Unprecedented weirdness
Friday, December 5th, 2008That’s the only characterization I can come up with for the current dance going on amongst Congress, Chrysler, Ford and GM.
This is changing the character and spirit of America.
Before the late 1890s, there were no automobiles in America. No one was making them. No one was buying or owning them. A few people in that era did indeed make some and asked themselves pretty quickly that initial inventive burst, “Now, what’s the model for doing this on a large scale and getting lots of these into the hands of lots of people?” The necessary array of players, from investors to designers to engineers to line workers to sales people, was put together. The automobile became such an ingrained element of the nation’s life that somewhere along the line we, at least subconsciously, came to have the term “indispensible” at the ready to describe the product’s role in the great scheme of things. The companies that prevail after a century-long shakeout of the industry are deemed “too big to fail.”
Now we have their CEOs descending on Capitol Hill on a twice-weekly basis, begging and puking all over themselves with ever-more frantically cobbled together proposals for not only getting their financial and organizational houses in order, but also complying with petroleum-based fule effeciency standards as well as coming online with all manner of “hybrid” vehicles, so as to appease the green appetite of the totalitarian leviathan.
The FHer overlords lean back in their chairs, stroke their chins and try to fully let in the magnitude of their power. They are in a position to force mergers, dictate product lines, decide the destinies of executives and shop-floor participants alike.
I’m reminded of something financially focused talk show host Dave Ramsey hammers home whenever he gets the chance: If you beg for a loan out of desperation, you have essentially become a slave of your lender.
This is the current state of the American automotive industry. Not only is it saying, “We’ll submit to a socialist arrangement if we have to. Just please, please rescue us.” It is also serving as a role model. The message going forth is “entrepereneurial zeal and that combination of creativity, courage and energy that fueled our success are no longer the way to improve human life.”
And it’s costing us, big-time. We’ve all seen the newspaper stories about how many skyscrapers you could build for $700 billion. We’re shoveling our dwindling supply of hard-earned dollars into a madly symbiotic dance between a delusionarily utopian vision of what is valuable and important to do on the one hand and a cowering, hopeless industrial sector on the other.
And meanwhile the global jihad directed at us rages on.
I’ve seen some wacky stuff in my half-century-plus, but this breaks all records.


> GOAL OF THE EXERCISE: Return every line of the data below that includes the string "bottom".

> EXTRACTED MATERIAL:

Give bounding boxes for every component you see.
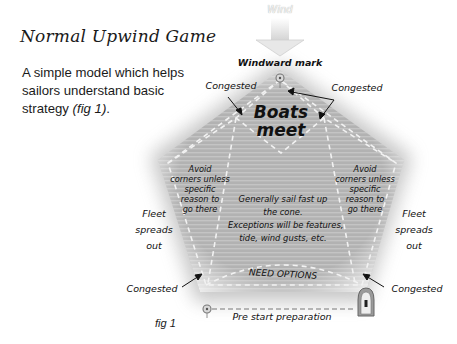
pre-start-label: Pre start preparation	[232, 311, 332, 322]
congested-top-right: Congested	[322, 82, 392, 93]
congested-bottom-left: Congested	[122, 283, 182, 294]
fleet-spreads-left: Fleet spreads out	[134, 206, 174, 254]
avoid-corners-left: Avoid corners unless specific reason to …	[168, 164, 232, 214]
boats-meet-label: Boats meet	[250, 103, 312, 139]
center-guidance: Generally sail fast up the cone. Excepti…	[228, 193, 338, 245]
avoid-corners-right: Avoid corners unless specific reason to …	[333, 164, 397, 214]
windward-mark-label: Windward mark	[230, 57, 330, 68]
committee-boat-icon	[358, 288, 374, 316]
wind-arrow-icon	[256, 18, 304, 56]
wind-label: Wind	[262, 4, 298, 15]
fleet-spreads-right: Fleet spreads out	[394, 206, 434, 254]
figure-caption: fig 1	[155, 317, 176, 329]
congested-top-left: Congested	[196, 80, 266, 91]
congested-bottom-right: Congested	[385, 283, 449, 294]
pin-end-mark-icon	[203, 305, 211, 318]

> EXERCISE SOLUTION:
congested-bottom-left: Congested	[122, 283, 182, 294]
congested-bottom-right: Congested	[385, 283, 449, 294]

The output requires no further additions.